The Carpetbagger Report has this up
Top Bush administration officials seem to revel in historical analogies, particularly when it comes to the war in Iraq. At different times, the Bush gang has referenced Korea, the Revolutionary War, WWI, and the Civil War. By mid-2005, the president had settled on World War II as a personal favorite.
Secretary of State Condoleezza Rice is especially fond of pointing to history to justify White House decisions. When pressed a few months ago about the failures of the administration’s policies in the Middle East, Rice told reporters, “I’m a student of history, so perhaps I have a little more patience with enormous change in the international system. It’s a big shifting of tectonic plates, and I don’t expect it to happen in a few days or even in a year.” Apparently, Rice’s detractors just don’t know enough about history to make sound judgments. We should leave it all to Dr. Rice.
With this in mind, the Wall Street Journal noted today that when Rice compares today’s challenges in the Middle East to the Cold War and post-World War II Europe, as she does quite frequently, she has no idea what she’s talking about.
Her contention is while things may look bad now in Iraq and elsewhere in the region, history is on the administration’s side. She pushed a similar argument to reporters last month. The Middle East is “moving toward something that I am quite certain will not have a full resolution and that you will not be able to fully judge for decades,” she said.
Critics dismiss Ms. Rice’s references to the Cold War as both convenient and a sign of her limited frame of reference. The challenges facing Europe in 1946, they say, bear little similarity to those of the Middle East in the 21st century.
“The administration’s reservoir of historical analogies seems limited to the 1914-1991 period. And it’s all about Europe,” said Adam Garfinkle, a former Rice speechwriter who edits the foreign-policy journal The American Interest. “No one in a senior position in this administration seems to have even the vaguest notion of modern Middle Eastern history.”
When a Rice speechwriter says the administration’s top officials are clueless, you know it’s bad.
Of course, Rice’s misguided perspective, in which she seems to force modern situations into the historical models she’s familiar with, have real consequences. As the WSJ noted, Rice “tends to portray events, particularly the clash between what she calls ‘moderation’ and ‘extremism’ in the Middle East, as driven by huge, almost inevitable forces that make diplomacy impractical, or even irrelevant.” Rice personally fed that notion this week by insisting diplomatic negations had nothing to do with “deal making.”
“There’s a tendency to think about diplomacy as something that is done untethered to the conditions underlying it or the balance underlying it,” she said. “In fact, that’s not the way that it works. You aren’t going to be successful as a diplomat if you don’t understand the strategic context in which you are actually negotiating. It is not deal-making.”
Aaron David Miller, a public policy scholar at the Woodrow Wilson Center and former advisor to Secretaries of State from George Schulz to Colin Powell, said Rice’s comments were so misguided, he “nearly fell off [his] chair” when he read them.
Remember, back in 2000, when candidate George W. Bush said it didn’t matter if he knew anything; what mattered was he’d have top-notch advisors?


WHAT YOU HAVE TO DO
Will you output the entries below exactly, skipping every image they contain?

SOURCE RECORDS
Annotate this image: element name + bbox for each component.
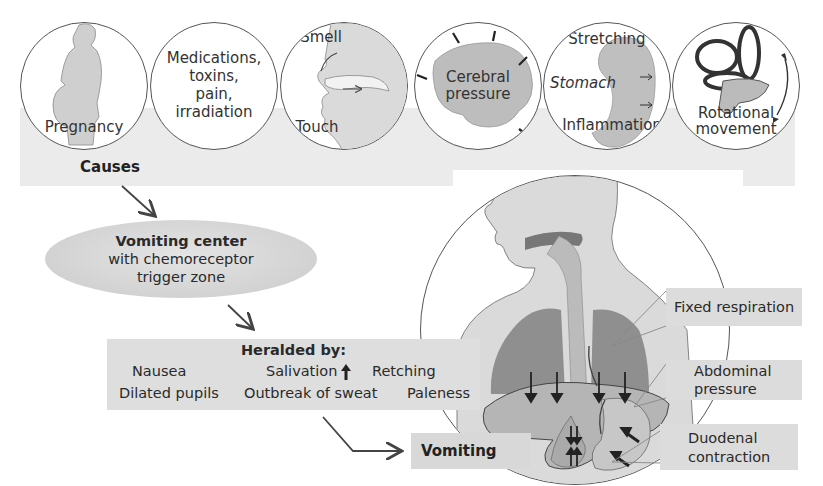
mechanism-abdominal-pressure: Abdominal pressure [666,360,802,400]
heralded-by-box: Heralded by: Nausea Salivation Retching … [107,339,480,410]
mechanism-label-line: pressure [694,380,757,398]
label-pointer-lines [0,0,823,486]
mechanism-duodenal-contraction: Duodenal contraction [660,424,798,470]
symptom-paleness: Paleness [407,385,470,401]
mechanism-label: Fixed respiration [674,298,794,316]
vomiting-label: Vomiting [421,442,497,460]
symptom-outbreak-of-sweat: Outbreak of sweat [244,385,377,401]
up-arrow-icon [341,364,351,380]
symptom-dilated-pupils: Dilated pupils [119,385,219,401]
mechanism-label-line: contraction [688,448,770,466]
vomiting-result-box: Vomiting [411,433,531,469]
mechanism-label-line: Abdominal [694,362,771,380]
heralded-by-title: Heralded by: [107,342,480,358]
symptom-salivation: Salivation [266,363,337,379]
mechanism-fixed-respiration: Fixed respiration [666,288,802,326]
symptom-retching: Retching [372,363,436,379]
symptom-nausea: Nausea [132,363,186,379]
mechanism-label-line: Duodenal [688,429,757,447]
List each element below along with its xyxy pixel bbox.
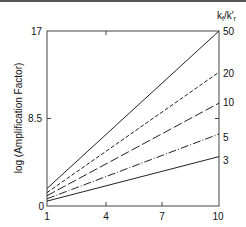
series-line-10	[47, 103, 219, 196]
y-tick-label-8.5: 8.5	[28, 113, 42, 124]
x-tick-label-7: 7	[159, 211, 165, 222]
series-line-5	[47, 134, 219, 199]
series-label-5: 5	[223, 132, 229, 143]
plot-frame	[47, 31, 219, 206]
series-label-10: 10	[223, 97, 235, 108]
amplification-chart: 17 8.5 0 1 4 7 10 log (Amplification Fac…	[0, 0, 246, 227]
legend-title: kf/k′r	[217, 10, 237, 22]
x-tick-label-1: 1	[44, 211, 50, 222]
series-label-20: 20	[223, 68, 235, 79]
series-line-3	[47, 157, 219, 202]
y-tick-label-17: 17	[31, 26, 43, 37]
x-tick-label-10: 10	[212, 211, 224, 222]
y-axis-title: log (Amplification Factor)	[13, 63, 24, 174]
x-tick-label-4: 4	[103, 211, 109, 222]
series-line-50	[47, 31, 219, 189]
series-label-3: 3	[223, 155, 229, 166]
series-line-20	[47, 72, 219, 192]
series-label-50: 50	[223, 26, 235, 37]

ANSWER AREA
Annotate this image: element name + bbox for each component.
mechanism-abdominal-pressure: Abdominal pressure [666,360,802,400]
heralded-by-box: Heralded by: Nausea Salivation Retching … [107,339,480,410]
mechanism-label-line: pressure [694,380,757,398]
label-pointer-lines [0,0,823,486]
mechanism-duodenal-contraction: Duodenal contraction [660,424,798,470]
symptom-paleness: Paleness [407,385,470,401]
mechanism-label: Fixed respiration [674,298,794,316]
vomiting-label: Vomiting [421,442,497,460]
symptom-outbreak-of-sweat: Outbreak of sweat [244,385,377,401]
up-arrow-icon [341,364,351,380]
symptom-dilated-pupils: Dilated pupils [119,385,219,401]
mechanism-label-line: contraction [688,448,770,466]
vomiting-result-box: Vomiting [411,433,531,469]
mechanism-label-line: Abdominal [694,362,771,380]
heralded-by-title: Heralded by: [107,342,480,358]
symptom-salivation: Salivation [266,363,337,379]
mechanism-fixed-respiration: Fixed respiration [666,288,802,326]
symptom-retching: Retching [372,363,436,379]
symptom-nausea: Nausea [132,363,186,379]
mechanism-label-line: Duodenal [688,429,757,447]
List each element below along with its xyxy pixel bbox.
series-line-10	[47, 103, 219, 196]
y-tick-label-8.5: 8.5	[28, 113, 42, 124]
x-tick-label-7: 7	[159, 211, 165, 222]
series-line-5	[47, 134, 219, 199]
series-label-5: 5	[223, 132, 229, 143]
plot-frame	[47, 31, 219, 206]
series-label-10: 10	[223, 97, 235, 108]
amplification-chart: 17 8.5 0 1 4 7 10 log (Amplification Fac…	[0, 0, 246, 227]
legend-title: kf/k′r	[217, 10, 237, 22]
x-tick-label-1: 1	[44, 211, 50, 222]
series-label-20: 20	[223, 68, 235, 79]
series-line-3	[47, 157, 219, 202]
y-tick-label-17: 17	[31, 26, 43, 37]
x-tick-label-10: 10	[212, 211, 224, 222]
y-axis-title: log (Amplification Factor)	[13, 63, 24, 174]
x-tick-label-4: 4	[103, 211, 109, 222]
series-line-50	[47, 31, 219, 189]
series-label-3: 3	[223, 155, 229, 166]
series-line-20	[47, 72, 219, 192]
series-label-50: 50	[223, 26, 235, 37]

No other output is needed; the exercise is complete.